Columnists
‘Corruption will finish us’: Todwong, Opondo, Kasaijja
(NRM) Deputy Secretary General, Richard Todwong
When in Pallisa,nearly a couple of months ago, the National Resistance Movement (NRM) Deputy Secretary General, Richard Todwong, told the citizens to”feel free to criticize NRM; point out its weaknesses and faults; and not merely pile praises.” Now, he actually apparently meant what he was saying!
Because last week at the preparatory meeting to flesh out the details for a national dialogue with the religious and non-governmental organization (NGO) leaders at Entebbe, Todwong went just one step further: he identified some of the categories of the people involved.
Without “naming and shaming” them, he referred to ministers, permanent secretaries, commissioners, directors and the others in these categories as the ones who are involved in building the colossal real estates, dotting the expanding 23 hills of Kampala City. This is done at the expense of “decaying” schools, hospitals and medical centers and other infrastructure. He asked a poignant question – “Where do these people get the money for such construction?”
The answer is simple: by stealing from the public coffers in the positions the Government and the citizens have mandated them to develop this country.
Earlier on, the NRM Minister of Finance and Economic Development, Matia Kasaijja, said that “corruption is finishing us”, in an apparent rapport with Todwong..
None other than the NRM Government mouth-piece, the Executive Director of the Uganda Media Center, Ofwono Opondo, has come out to agree with Todwong.
He said that, quite obviously, “the public is not happy”. He further added that this gross theft and “protection of impunity will lead to chaos”.
This theft and corruption advisory has come from the NRM figures who are relatively in the middle rung of its hierarchy; but quite obviously, they would not have had the guts to come out to enunciate this position without the say-so of those higher up in the scale.
Usually in these cases, if they had overstepped their functions, their knuckles would have been rapped for speaking in the “wrong forum”.
What can we read into this outward acceptance of the comments of this spiraling corruption?
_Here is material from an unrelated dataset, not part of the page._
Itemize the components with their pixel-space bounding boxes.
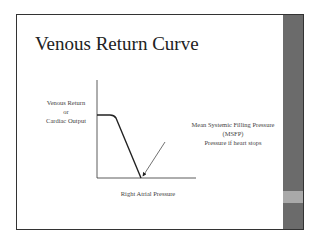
venous-return-plot (0, 0, 315, 244)
msfp-arrow (143, 142, 165, 176)
venous-return-curve (97, 115, 141, 178)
This column has time and again observed that”corruption is Uganda’s biggest headache; and one which is not going away!” Yet the perpetrators are comfortably mixing with the rest of the law-abiding citizens, without any recourse to bringing them to book.
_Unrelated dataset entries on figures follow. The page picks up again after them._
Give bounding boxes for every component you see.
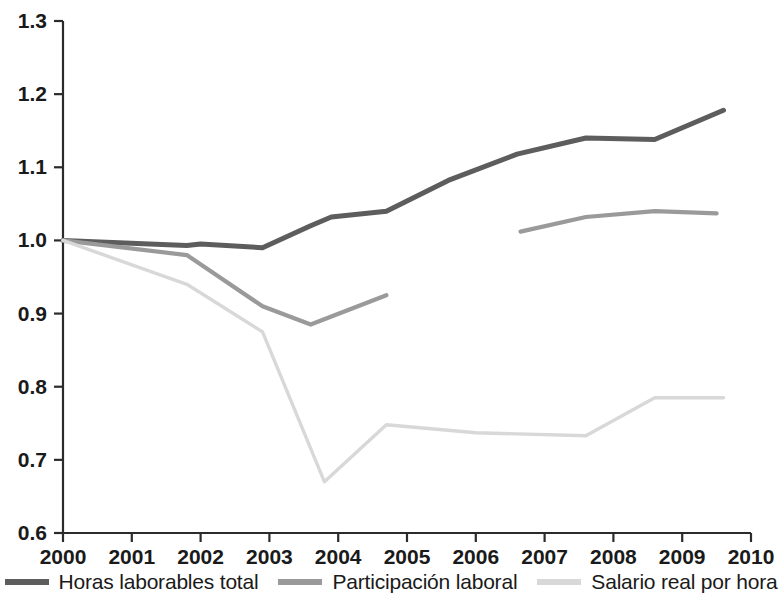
- legend-swatch-participacion-laboral: [278, 579, 322, 585]
- legend-item-participacion-laboral: Participación laboral: [278, 570, 517, 594]
- y-tick-1-2: 1.2: [18, 82, 47, 105]
- y-tick-0-7: 0.7: [18, 448, 47, 471]
- series-line-participaci-n-laboral-seg2: [521, 211, 717, 231]
- y-tick-0-9: 0.9: [18, 302, 47, 325]
- y-axis-tick-labels: 0.60.70.80.91.01.11.21.3: [18, 9, 48, 544]
- chart-axes: [54, 21, 751, 542]
- chart-legend: Horas laborables total Participación lab…: [0, 563, 782, 601]
- legend-item-horas-laborables-total: Horas laborables total: [5, 570, 259, 594]
- series-line-horas-laborables-total: [63, 110, 723, 248]
- y-tick-1-0: 1.0: [18, 228, 47, 251]
- legend-swatch-horas-laborables-total: [5, 579, 49, 585]
- legend-swatch-salario-real-por-hora: [537, 579, 581, 585]
- legend-item-salario-real-por-hora: Salario real por hora: [537, 570, 777, 594]
- legend-label-horas-laborables-total: Horas laborables total: [59, 570, 259, 594]
- y-tick-1-1: 1.1: [18, 155, 48, 178]
- y-tick-1-3: 1.3: [18, 9, 47, 32]
- legend-label-salario-real-por-hora: Salario real por hora: [591, 570, 777, 594]
- series-line-participaci-n-laboral-seg1: [63, 240, 386, 324]
- line-chart: 0.60.70.80.91.01.11.21.3 200020012002200…: [0, 0, 782, 601]
- y-tick-0-8: 0.8: [18, 375, 48, 398]
- series-line-salario-real-por-hora: [63, 240, 723, 481]
- legend-label-participacion-laboral: Participación laboral: [332, 570, 517, 594]
- y-tick-0-6: 0.6: [18, 521, 47, 544]
- chart-plot-area: 0.60.70.80.91.01.11.21.3 200020012002200…: [0, 0, 782, 601]
- chart-series-lines: [63, 110, 723, 482]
This week, the Government has come out by naming and ranking the “best” and “worst” performing Chief Administrative Officers (CAOs) and Permanent Secretaries (PSs). As some of the Government accounting officers, they are at the forefront of seeing the disbursement of the public funds for the social services to the people.
Alongside this, there is the often cited case of the Inspectorate of Government (IG) and the Corruption Court, as the avenues with which the Government is addressing the issues of theft of public funds. If these institutions were effective, why is corruption not coming down?
There are mainly two reasons why these institutions are not effective. One is patronage of some of these officers from those higher up, often referred to as the “untouchables”.
When, for instance, the money is disbursed from the Ministry of Finance and Economic Planning, to the districts, it has now come down that the people in the height of the echelon follow the monies and “influence” the CAOs or the others to “sign for” (steal) it for them. In the process, these officers steal some more money for themselves as well.
In this case when the theft is discovered, it is the “small fry” that suffer. They are at the pain of excruciating circumstances, if they dare name their superiors, who told them to steal and hand the money to them.
One such character would probably be the former Officer of the Prime Minister Accountant, Geoffrey Kazinda, who is serving time in Luzira for stealing billions of shillings in his office.
Secondly, as a result of such institutionalized cover-ups, everybody in the line-up will try as much as possible to “cook their heads”, to in all ways, try to get away with the theft. In that case, nobody is found to have been in error; and thus the only people to suffer, are the citizens who will have been denied the social services from the public money stolen by the “officers”.
Given this scenario, and others which may not be immediately fathomable, it is what is making the theft of public funds – or, corruption – in the kinder nomenclature, not going away.
Any institutionalized half-hearted attempt to get rid of it will not do. Maybe the national dialogue will come up with concrete answers. There is need to name, shame and punish all the thieves.